Well obviously measuring anything high-speed requires the correct gear and know-how to use it. Just probing willy nilly with a x10 probe with a long ground lead mostly gives the same EMI ringing patterns on the scope screen even if you probed your ground plane against the same plane...
But gate shouldn't be that difficult, it's a fairly low-impedance signal (some ohms) with a lot of voltage swing where small fractions of volts are meaningless, you want to know if the gate is at 2V or at 4V at a certain point of time but quite some noise can be accepted in the measurement. Yes, high side has some fast common mode.
Measuring gate voltage is quite easy for the gate driver IC manufacturer with good enough accuracy if they think it gives some benefit to their gate driver operation.
"Kelvin sensing" the source terminal, drain terminal, and switch node is completely possible. The driver IC already has to include the floating driver, the same part can implement floating measurement.

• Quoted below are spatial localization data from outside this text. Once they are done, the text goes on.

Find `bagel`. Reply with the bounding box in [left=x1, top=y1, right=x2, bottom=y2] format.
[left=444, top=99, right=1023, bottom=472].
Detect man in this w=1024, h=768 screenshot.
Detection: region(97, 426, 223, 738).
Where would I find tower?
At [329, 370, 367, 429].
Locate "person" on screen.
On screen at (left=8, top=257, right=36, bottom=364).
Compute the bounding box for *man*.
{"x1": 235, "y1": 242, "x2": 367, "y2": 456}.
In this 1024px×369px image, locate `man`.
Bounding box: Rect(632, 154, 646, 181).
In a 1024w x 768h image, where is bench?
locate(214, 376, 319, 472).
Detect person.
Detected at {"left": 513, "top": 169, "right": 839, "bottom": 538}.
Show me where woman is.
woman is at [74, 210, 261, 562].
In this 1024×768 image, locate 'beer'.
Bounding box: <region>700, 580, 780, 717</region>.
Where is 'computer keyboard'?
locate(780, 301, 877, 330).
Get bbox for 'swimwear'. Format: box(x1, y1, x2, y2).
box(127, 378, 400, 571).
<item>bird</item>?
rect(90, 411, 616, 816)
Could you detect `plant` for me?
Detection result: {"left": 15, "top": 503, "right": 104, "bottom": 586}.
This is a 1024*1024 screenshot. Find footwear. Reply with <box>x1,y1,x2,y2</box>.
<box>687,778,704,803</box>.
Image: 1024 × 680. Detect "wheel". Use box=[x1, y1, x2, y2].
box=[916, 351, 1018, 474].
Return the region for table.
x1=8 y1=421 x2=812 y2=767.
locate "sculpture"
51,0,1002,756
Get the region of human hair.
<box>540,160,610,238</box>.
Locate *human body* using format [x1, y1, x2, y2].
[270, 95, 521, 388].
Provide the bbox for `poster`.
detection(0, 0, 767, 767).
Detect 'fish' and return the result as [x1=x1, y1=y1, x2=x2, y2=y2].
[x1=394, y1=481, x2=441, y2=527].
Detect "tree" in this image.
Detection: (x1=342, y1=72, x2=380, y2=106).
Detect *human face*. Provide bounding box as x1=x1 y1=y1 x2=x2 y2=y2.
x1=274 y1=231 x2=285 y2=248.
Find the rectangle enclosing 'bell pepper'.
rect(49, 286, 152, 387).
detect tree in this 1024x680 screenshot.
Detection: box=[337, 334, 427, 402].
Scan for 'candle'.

OTOH current shunts are usually chosen to be small enough not to cause serious undesired Vgs negative feedback mechanism, saving the pins and IC design required for Kelvin gate driving. Minimizing the burden voltage is also desirable for efficiency and saving in power dissipation. For example my designs tend to have some 50-100mV max drop under max load and amplifier with some 50x gain. Such low burden voltage can be ignored in gate drive voltage discussion easily.
For really high frequency stuff Kelvin connections are required though to bypass source inductance which otherwise slows down switching.
Again, I'm asking what's the practical point of this discussion, have you seen a design which measures gate current, or have you seen some discussion about it? I.e., what point you are "hiding"?
And are you primarily talking about measurement on the lab table or in-application? Even that isn't clear to me yet, but the difference is huge; for lab, you can just buy decent gear (asuming it's not a shoestring budget hobby thing) and be done with it. In a design, you basically need the IC manufacturers to recognize nont only the brilliance but the real-world benefits of the idea of measuring gate current.